That balance between involvement and detachment is what novelists do. It's the ideal relationship between a novelist and a character, I think, total involvement and identity and empathy, stopping short of being autobiographical - in my case, anyway - but also quite detached.
Both religions and musicals work best with energetic and committed believers. Cynicism or detachment would have destroyed the magic - something true of religion, too.
Detachment is what interests me, seeing how people couldn't have been any other way, how they were the product of forces that they had no control over.
To be consistently effective, you must put a certain distance between yourself and what happens to you on the golf course. This is not indifference, it's detachment.
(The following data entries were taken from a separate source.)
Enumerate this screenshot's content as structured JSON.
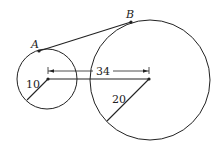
{
  "diagram": {
    "type": "two-circles-external-tangent",
    "points": {
      "A": {
        "label": "A"
      },
      "B": {
        "label": "B"
      }
    },
    "small_circle": {
      "radius_label": "10"
    },
    "large_circle": {
      "radius_label": "20"
    },
    "center_distance_label": "34",
    "colors": {
      "stroke": "#222222",
      "background": "#ffffff"
    }
  }
}
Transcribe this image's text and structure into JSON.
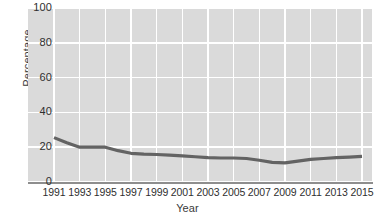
{
  "chart_data": {
    "type": "line",
    "title": "",
    "xlabel": "Year",
    "ylabel": "Percentage",
    "grid": true,
    "legend": false,
    "xlim": [
      1991,
      2015
    ],
    "ylim": [
      0,
      100
    ],
    "yticks": [
      0,
      20,
      40,
      60,
      80,
      100
    ],
    "xticks": [
      1991,
      1993,
      1995,
      1997,
      1999,
      2001,
      2003,
      2005,
      2007,
      2009,
      2011,
      2013,
      2015
    ],
    "x": [
      1991,
      1992,
      1993,
      1994,
      1995,
      1996,
      1997,
      1998,
      1999,
      2000,
      2001,
      2002,
      2003,
      2004,
      2005,
      2006,
      2007,
      2008,
      2009,
      2010,
      2011,
      2012,
      2013,
      2014,
      2015
    ],
    "values": [
      25.5,
      22.5,
      20.0,
      20.0,
      20.0,
      18.0,
      16.5,
      16.0,
      15.8,
      15.5,
      15.0,
      14.5,
      14.0,
      13.8,
      13.8,
      13.5,
      12.5,
      11.3,
      11.0,
      12.0,
      13.0,
      13.5,
      14.0,
      14.3,
      14.7
    ],
    "series": [
      {
        "name": "Percentage",
        "color": "#636363",
        "values": [
          25.5,
          22.5,
          20.0,
          20.0,
          20.0,
          18.0,
          16.5,
          16.0,
          15.8,
          15.5,
          15.0,
          14.5,
          14.0,
          13.8,
          13.8,
          13.5,
          12.5,
          11.3,
          11.0,
          12.0,
          13.0,
          13.5,
          14.0,
          14.3,
          14.7
        ]
      }
    ],
    "colors": {
      "plot_background": "#dadada",
      "gridline": "#ffffff",
      "line": "#636363",
      "axis_line": "#8e8e8e",
      "tick_text": "#2f2f2f",
      "axis_title_text": "#3b3b3b",
      "page_background": "#ffffff"
    }
  },
  "axes": {
    "y_title": "Percentage",
    "x_title": "Year",
    "y_tick_labels": [
      "0",
      "20",
      "40",
      "60",
      "80",
      "100"
    ],
    "x_tick_labels": [
      "1991",
      "1993",
      "1995",
      "1997",
      "1999",
      "2001",
      "2003",
      "2005",
      "2007",
      "2009",
      "2011",
      "2013",
      "2015"
    ]
  }
}
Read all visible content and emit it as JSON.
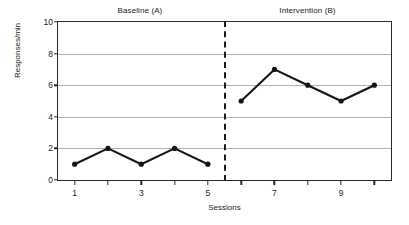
{
  "chart_data": {
    "type": "line",
    "title": "",
    "xlabel": "Sessions",
    "ylabel": "Responses/min",
    "xlim": [
      0.5,
      10.5
    ],
    "ylim": [
      0,
      10
    ],
    "grid": true,
    "legend_position": "none",
    "x": [
      1,
      2,
      3,
      4,
      5,
      6,
      7,
      8,
      9,
      10
    ],
    "xticks": [
      1,
      2,
      3,
      4,
      5,
      6,
      7,
      8,
      9,
      10
    ],
    "xtick_labels": [
      "1",
      "",
      "3",
      "",
      "5",
      "",
      "7",
      "",
      "9",
      ""
    ],
    "yticks": [
      0,
      2,
      4,
      6,
      8,
      10
    ],
    "ytick_labels": [
      "0",
      "2",
      "4",
      "6",
      "8",
      "10"
    ],
    "series": [
      {
        "name": "Baseline (A)",
        "x": [
          1,
          2,
          3,
          4,
          5
        ],
        "values": [
          1,
          2,
          1,
          2,
          1
        ]
      },
      {
        "name": "Intervention (B)",
        "x": [
          6,
          7,
          8,
          9,
          10
        ],
        "values": [
          5,
          7,
          6,
          5,
          6
        ]
      }
    ],
    "annotations": [
      {
        "name": "phase-a-label",
        "text": "Baseline (A)"
      },
      {
        "name": "phase-b-label",
        "text": "Intervention (B)"
      },
      {
        "name": "phase-change-line",
        "text": "",
        "x": 5.5,
        "style": "dashed"
      }
    ]
  },
  "labels": {
    "phase_a": "Baseline (A)",
    "phase_b": "Intervention (B)",
    "y_axis": "Responses/min",
    "x_axis": "Sessions"
  },
  "colors": {
    "series": "#151515",
    "grid": "#b2b2b2",
    "frame": "#2a2a2a",
    "background": "#ffffff"
  }
}
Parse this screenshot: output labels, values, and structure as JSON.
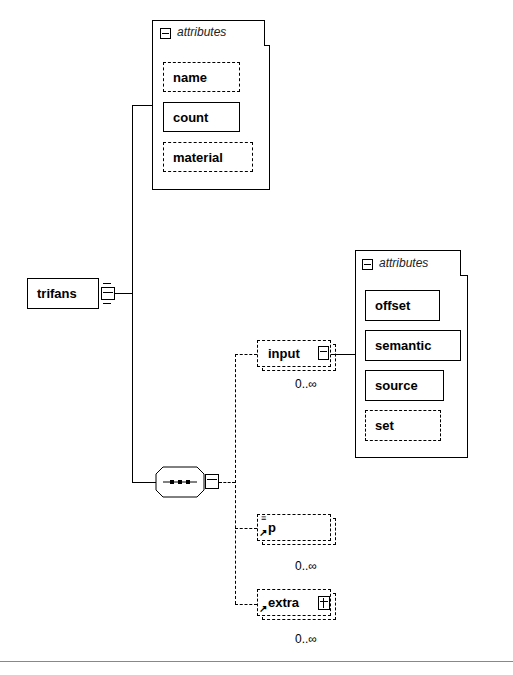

Sometimes you'll see people give performances in comedy with an ironic detachment where they'll sort of be remarking on the character from outside of it. They're sort of commenting as they're playing the character. I think it's hard not to do that. I've certainly done that.
The essence of the Way is detachment.
Detachment produces a peculiar state of mind. Maybe that's the worst sentence of all, to be deprived of feeling what a human being ought to be entitled to feel.
When I wrote 'We Were The Mulvaneys,' I was just old enough to look back upon my own family life and the lies of certain individuals close to me, with the detachment of time. I wanted to tell the truth about secrets: How much pain they give, yet how much relief, even happiness we may feel when at last the motive for secrecy has passed.
Obedience is detachment from the self. This is the most radical detachment of all. But what is the self? The self is the principle of reason and responsibility in us. It is the root of freedom, it is what makes us men.
In our Western culture, although death has come out of the closet, it is still not openly experienced or discussed. Allowing dying to be so intensely present enriches both the preciousness of each moment and our detachment from it.